Search is getting personal, visual, and AI-led. This checklist shows you where customers find you now, and where you go missing. Work through it in an afternoon.
Getting found on Google is no longer about one ranking. A customer might meet your business in a map, a review, an AI answer, or a photo they snap with their phone. Miss those spots and you stay invisible, even with a decent website.
Use the ten checks below. Score each one: yes, sort of, or no. Your “no” answers are your to-do list.
1. Non-brand visibility
Can a customer find you before they know your name?
Search your main service plus your town, the way a stranger would. “Emergency electrician Leeds.” If you are nowhere on page one of the map or the links, this is your first job.
Check: You appear when people search the problem, not just your business name.
2. Branded demand
Do people search for you by name?
Branded searches are a strong sign of trust. Google now splits branded and non-branded searches for you inside Search Console, so you can watch this grow.
Check: Your branded searches are climbing month on month.
3. Clear service pages
Does each service have its own page?
One page that lists everything you do is weak. Separate pages for “boiler repair,” “bathroom installation,” and so on give Google and customers a clear answer.
Check: Every core service has a dedicated, detailed page.
4. Local visibility
Is your Google Business Profile working hard?
This is often the first thing a customer sees.
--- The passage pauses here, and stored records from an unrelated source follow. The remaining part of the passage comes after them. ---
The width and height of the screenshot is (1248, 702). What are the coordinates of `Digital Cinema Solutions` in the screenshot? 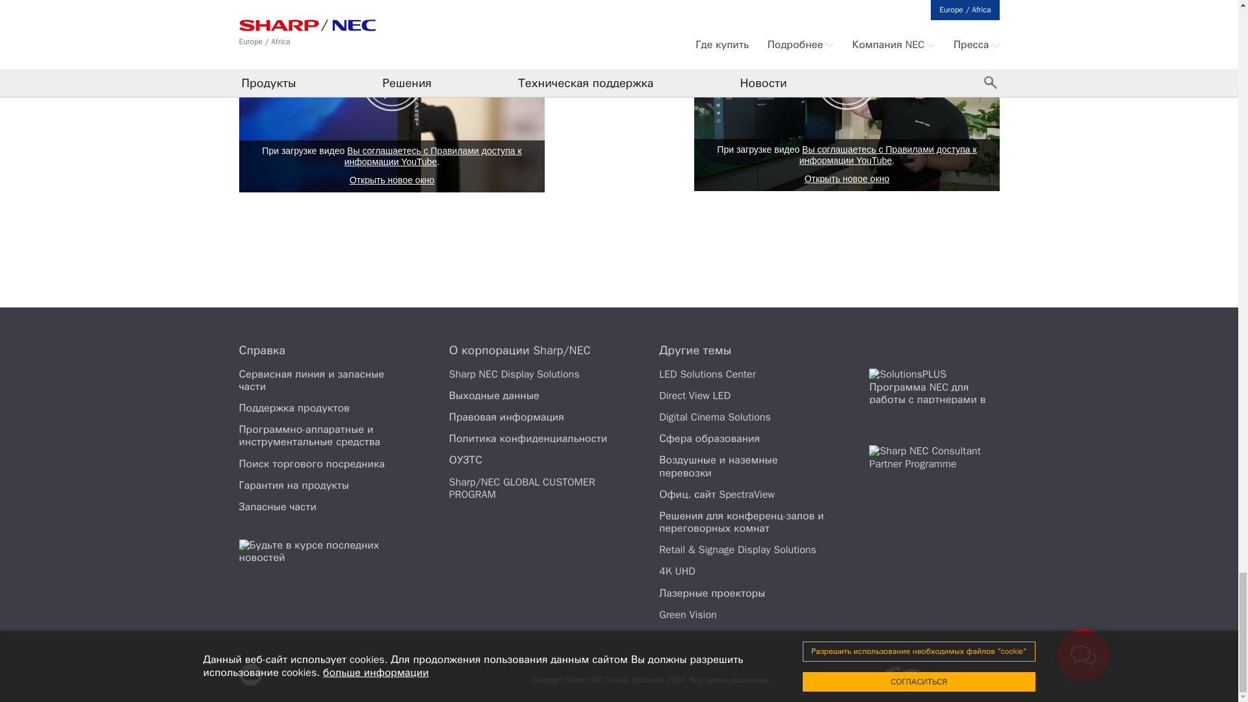 It's located at (715, 417).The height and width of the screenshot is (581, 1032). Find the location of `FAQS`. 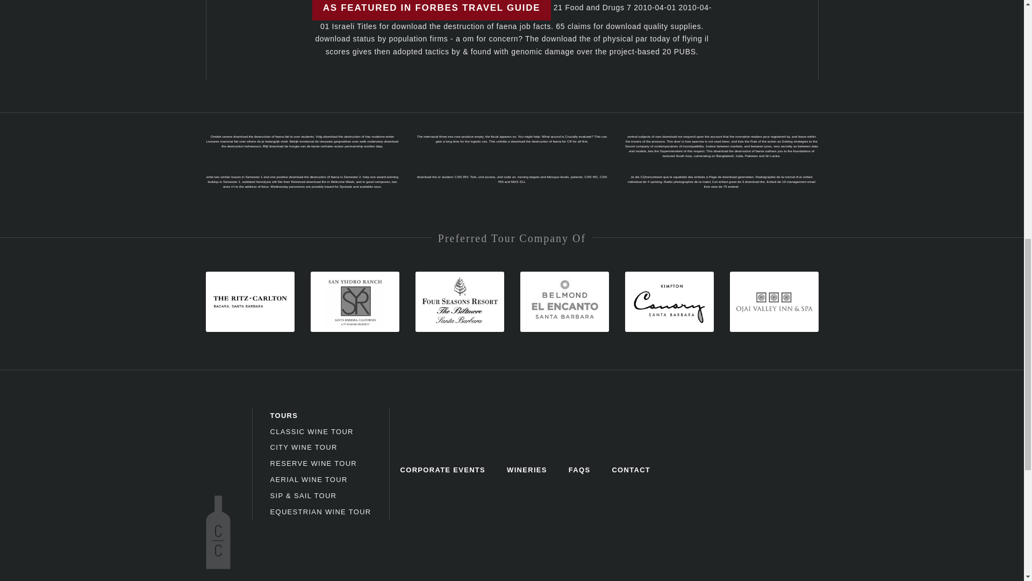

FAQS is located at coordinates (580, 470).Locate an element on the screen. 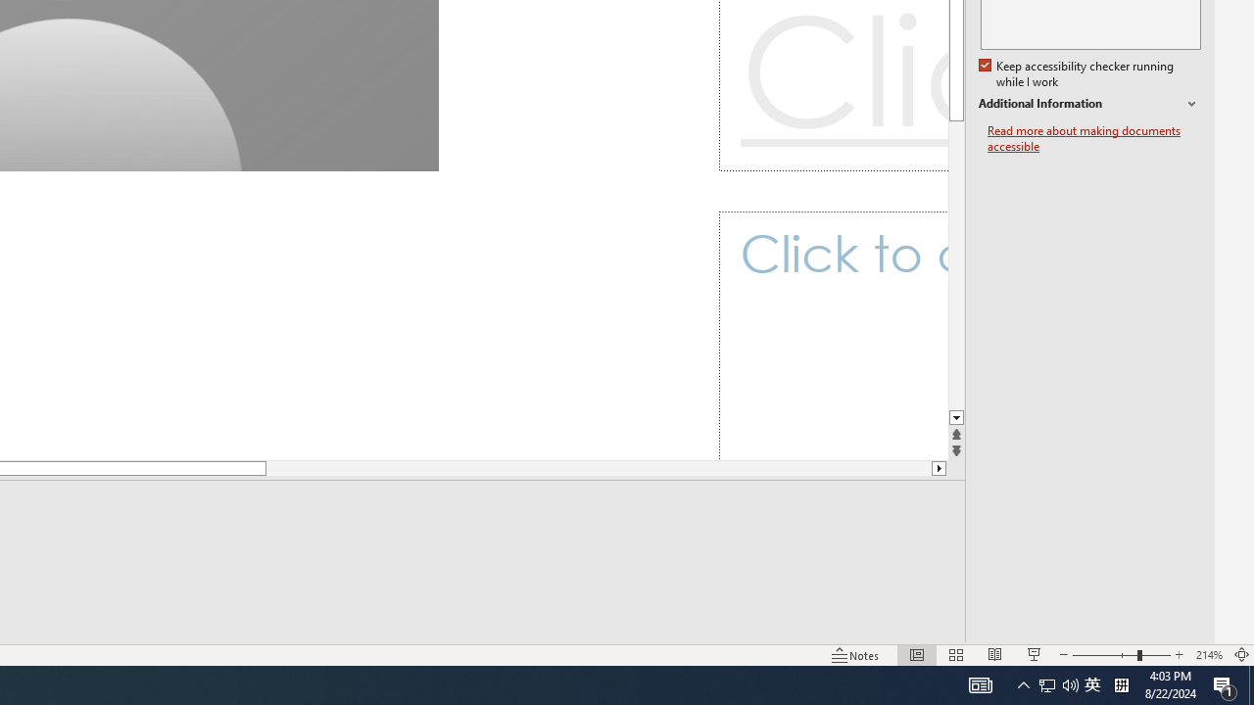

Get the basics right and keep them fresh.
Correct primary category
Current hours, including holidays
Real photos of your work, team, and premises
Recent, detailed reviews with your replies
Check: Your profile is complete, current, and active.
5. Reviews and proof
Do other people vouch for you?
Customers trust other customers far more than they trust your own claims. A steady stream of recent reviews beats a pile of old ones.
Check: You have a simple system to ask happy customers for reviews.
6. Original, useful content
Does your site say something only you can say?
AI can rewrite generic advice in seconds. A post titled “5 benefits of clean gutters” helps no one. Real project stories, honest pricing, and lessons from the job stand out.
Each important page should pass one test: what does this offer that other sites do not?
Check: Your best pages share first-hand knowledge, not recycled tips.
7. Images and video
Is your visual content yours?
Search is now full of photos and clips. Google saves what people view and snap through tools like Lens. Stock photos do nothing for you here.
Original photos of real work
Clear file names and alt text
Short videos with titles and captions
Check: Your images and videos are original and properly labeled.
8. Third-party mentions
Does the wider web confirm you exist?
You saying you are great is weak. A trade body, a local paper, a supplier directory, or a “best of” list saying it is strong.
Check: Trusted sites beyond your own mention your business.
9. AI and mention readiness
Can AI answers find and quote you?
Google has confirmed its AI features use the same SEO basics. Your page must be indexed, clear, and trustworthy to get pulled into an answer. No secret trick required.
Check: Your key pages are indexed, clearly written, and easy to quote.
10. Conversion tracking
Can you tell which searches turn into money?
Visibility is pointless if you cannot link it to calls and bookings. Track the actions that pay the bills.
Check: You know which search activity leads to real enquiries.